Prime Minister Nouri al-Maliki has led the Iraqi government the United States left in charge when it ended its occupation in such a sectarian fashion that much of the Sunni community has been in open revolt against his Shiite regime. His sectarianism has led to such desperation among these Sunnis that they have been willing to ally themselves even with the likes of ISIS if it promises a change in the situation. He has obviously been unable to build a national army willing to stand and fight for its country with the sorry result that many of the arms with which he has been so generously supplied are now in the hand of ISIS, making it better armed with US weapons than any group fighting against it.

In Egypt, President Abdel Fatah al-Sisi's criminalization of the Muslim Brotherhood, the executions of their members, banning of their legal organizations and exclusion from electoral politics will only fuel the growth of jihadist terror groups. Throughout the region we can see that these secular fascist strongmen do more to engender than discourage the growth of these religious fascist organizations. They are two sides of the same coin. The solution to both is a free people operating in an atmosphere where all views can be aired and government is by and for the people.

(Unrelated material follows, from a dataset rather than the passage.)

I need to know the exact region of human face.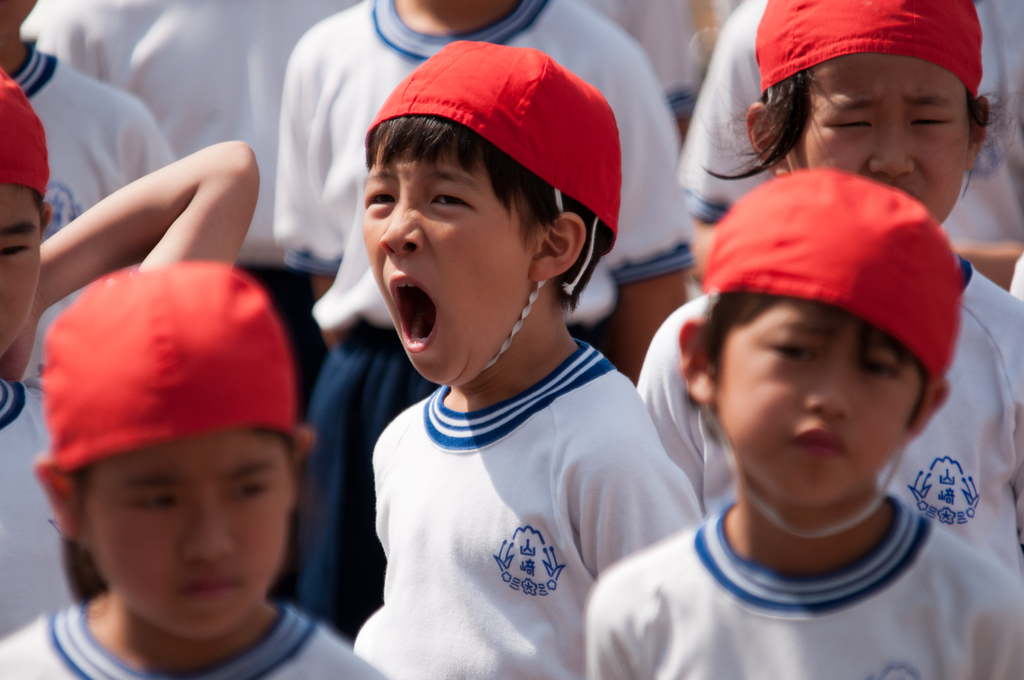
Region: Rect(362, 134, 538, 387).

For more than three years there has been a little drama going on in Syria that has been too little noticed by the world. As a component part of the Arab uprisings in the Spring of 2011, a large section of the Syria people, composed of and representing every sect and religion, rose up to demand an end to the forty-year-old Assad Baathist dictatorship. With the full support of Putin's Russia, and regional support from Iran and Iraq, Bashar al-Assad has responded with the genocidal policy of wholesale murder against any group that opposes his rule.

The response of US President Obama and other world leaders with the power to intervene against this slaughter has been to look the other way and make statements. Because the struggle in Syria has been so one-sided, Assad won't step down and enjoys an endless weapon supply from his allies, while the Free Syria Army gets little from its so-called allies; the Syrian conflict became a festering wound in which ISIS could grow to become the danger it is today.

If the FSA had been given just a little help in the past, if Obama's CIA had even allowed it access to MANPADS and other heavy weapons from Libya, Qatar, China and other sources, the struggle in Syria would have been decided long ago and ISIS never would have had a chance to take root there. Still today, the best way to defeat ISIS now is to fight them in both Iraq and Syria. In Iraq, Obama should be encouraging reform in the government and support Kurdish forces confronting ISIS. In Syria he should be supporting and arming forces allied with the Free Syrian Army.

Air strikes alone can't defeat ISIS. That job will require boots on the ground and those ground forces can only be supplied by the freedom fighters in the neighborhood.